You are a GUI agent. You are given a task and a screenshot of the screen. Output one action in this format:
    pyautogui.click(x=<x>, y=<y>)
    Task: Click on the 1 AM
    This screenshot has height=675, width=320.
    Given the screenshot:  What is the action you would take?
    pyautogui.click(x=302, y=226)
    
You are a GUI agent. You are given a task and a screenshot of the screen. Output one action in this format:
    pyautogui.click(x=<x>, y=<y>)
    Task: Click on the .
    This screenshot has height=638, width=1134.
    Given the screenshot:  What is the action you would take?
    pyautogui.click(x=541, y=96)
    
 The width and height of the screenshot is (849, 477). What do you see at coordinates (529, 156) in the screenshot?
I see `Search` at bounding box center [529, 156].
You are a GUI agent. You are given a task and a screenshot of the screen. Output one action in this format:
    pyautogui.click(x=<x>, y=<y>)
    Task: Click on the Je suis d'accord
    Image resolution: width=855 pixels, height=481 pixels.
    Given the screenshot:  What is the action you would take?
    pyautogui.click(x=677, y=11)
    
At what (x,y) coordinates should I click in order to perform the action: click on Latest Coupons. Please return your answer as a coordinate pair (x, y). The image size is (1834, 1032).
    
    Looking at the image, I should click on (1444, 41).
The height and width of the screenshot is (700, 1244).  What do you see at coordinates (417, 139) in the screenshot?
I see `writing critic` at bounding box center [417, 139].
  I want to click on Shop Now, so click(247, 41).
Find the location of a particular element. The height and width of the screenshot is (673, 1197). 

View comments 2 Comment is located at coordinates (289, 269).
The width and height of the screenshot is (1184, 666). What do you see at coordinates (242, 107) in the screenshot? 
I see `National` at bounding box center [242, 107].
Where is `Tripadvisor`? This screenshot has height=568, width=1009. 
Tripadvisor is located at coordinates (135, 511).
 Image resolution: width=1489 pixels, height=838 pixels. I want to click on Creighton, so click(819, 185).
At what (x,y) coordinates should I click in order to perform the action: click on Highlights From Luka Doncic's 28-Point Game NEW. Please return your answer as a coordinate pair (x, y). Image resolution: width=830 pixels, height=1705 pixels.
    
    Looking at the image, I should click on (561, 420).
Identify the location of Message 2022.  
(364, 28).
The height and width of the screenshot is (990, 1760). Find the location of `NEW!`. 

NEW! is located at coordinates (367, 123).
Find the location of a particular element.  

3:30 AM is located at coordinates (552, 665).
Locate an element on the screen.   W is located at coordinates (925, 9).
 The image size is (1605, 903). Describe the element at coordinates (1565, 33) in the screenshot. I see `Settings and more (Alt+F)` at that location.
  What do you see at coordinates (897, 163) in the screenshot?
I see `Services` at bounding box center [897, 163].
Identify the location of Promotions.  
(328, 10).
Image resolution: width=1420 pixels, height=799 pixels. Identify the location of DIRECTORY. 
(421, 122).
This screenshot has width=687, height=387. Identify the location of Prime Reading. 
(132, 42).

# THE PROBLEM
The material is to be transcribed once more, exactly and completely.

# RESPONSE AREA
You are a GUI agent. You are given a task and a screenshot of the screen. Output one action in this format:
    pyautogui.click(x=<x>, y=<y>)
    Task: Click on the 1 AM
    This screenshot has height=675, width=320.
    Given the screenshot:  What is the action you would take?
    pyautogui.click(x=302, y=226)
    
You are a GUI agent. You are given a task and a screenshot of the screen. Output one action in this format:
    pyautogui.click(x=<x>, y=<y>)
    Task: Click on the .
    This screenshot has height=638, width=1134.
    Given the screenshot:  What is the action you would take?
    pyautogui.click(x=541, y=96)
    
 The width and height of the screenshot is (849, 477). What do you see at coordinates (529, 156) in the screenshot?
I see `Search` at bounding box center [529, 156].
You are a GUI agent. You are given a task and a screenshot of the screen. Output one action in this format:
    pyautogui.click(x=<x>, y=<y>)
    Task: Click on the Je suis d'accord
    Image resolution: width=855 pixels, height=481 pixels.
    Given the screenshot:  What is the action you would take?
    pyautogui.click(x=677, y=11)
    
At what (x,y) coordinates should I click in order to perform the action: click on Latest Coupons. Please return your answer as a coordinate pair (x, y). The image size is (1834, 1032).
    
    Looking at the image, I should click on (1444, 41).
The height and width of the screenshot is (700, 1244).  What do you see at coordinates (417, 139) in the screenshot?
I see `writing critic` at bounding box center [417, 139].
  I want to click on Shop Now, so click(247, 41).
Find the location of a particular element. The height and width of the screenshot is (673, 1197). 

View comments 2 Comment is located at coordinates (289, 269).
The width and height of the screenshot is (1184, 666). What do you see at coordinates (242, 107) in the screenshot? 
I see `National` at bounding box center [242, 107].
Where is `Tripadvisor`? This screenshot has height=568, width=1009. 
Tripadvisor is located at coordinates (135, 511).
 Image resolution: width=1489 pixels, height=838 pixels. I want to click on Creighton, so click(819, 185).
At what (x,y) coordinates should I click in order to perform the action: click on Highlights From Luka Doncic's 28-Point Game NEW. Please return your answer as a coordinate pair (x, y). Image resolution: width=830 pixels, height=1705 pixels.
    
    Looking at the image, I should click on (561, 420).
Identify the location of Message 2022.  
(364, 28).
The height and width of the screenshot is (990, 1760). Find the location of `NEW!`. 

NEW! is located at coordinates (367, 123).
Find the location of a particular element.  

3:30 AM is located at coordinates (552, 665).
Locate an element on the screen.   W is located at coordinates (925, 9).
 The image size is (1605, 903). Describe the element at coordinates (1565, 33) in the screenshot. I see `Settings and more (Alt+F)` at that location.
  What do you see at coordinates (897, 163) in the screenshot?
I see `Services` at bounding box center [897, 163].
Identify the location of Promotions.  
(328, 10).
Image resolution: width=1420 pixels, height=799 pixels. Identify the location of DIRECTORY. 
(421, 122).
This screenshot has width=687, height=387. Identify the location of Prime Reading. 
(132, 42).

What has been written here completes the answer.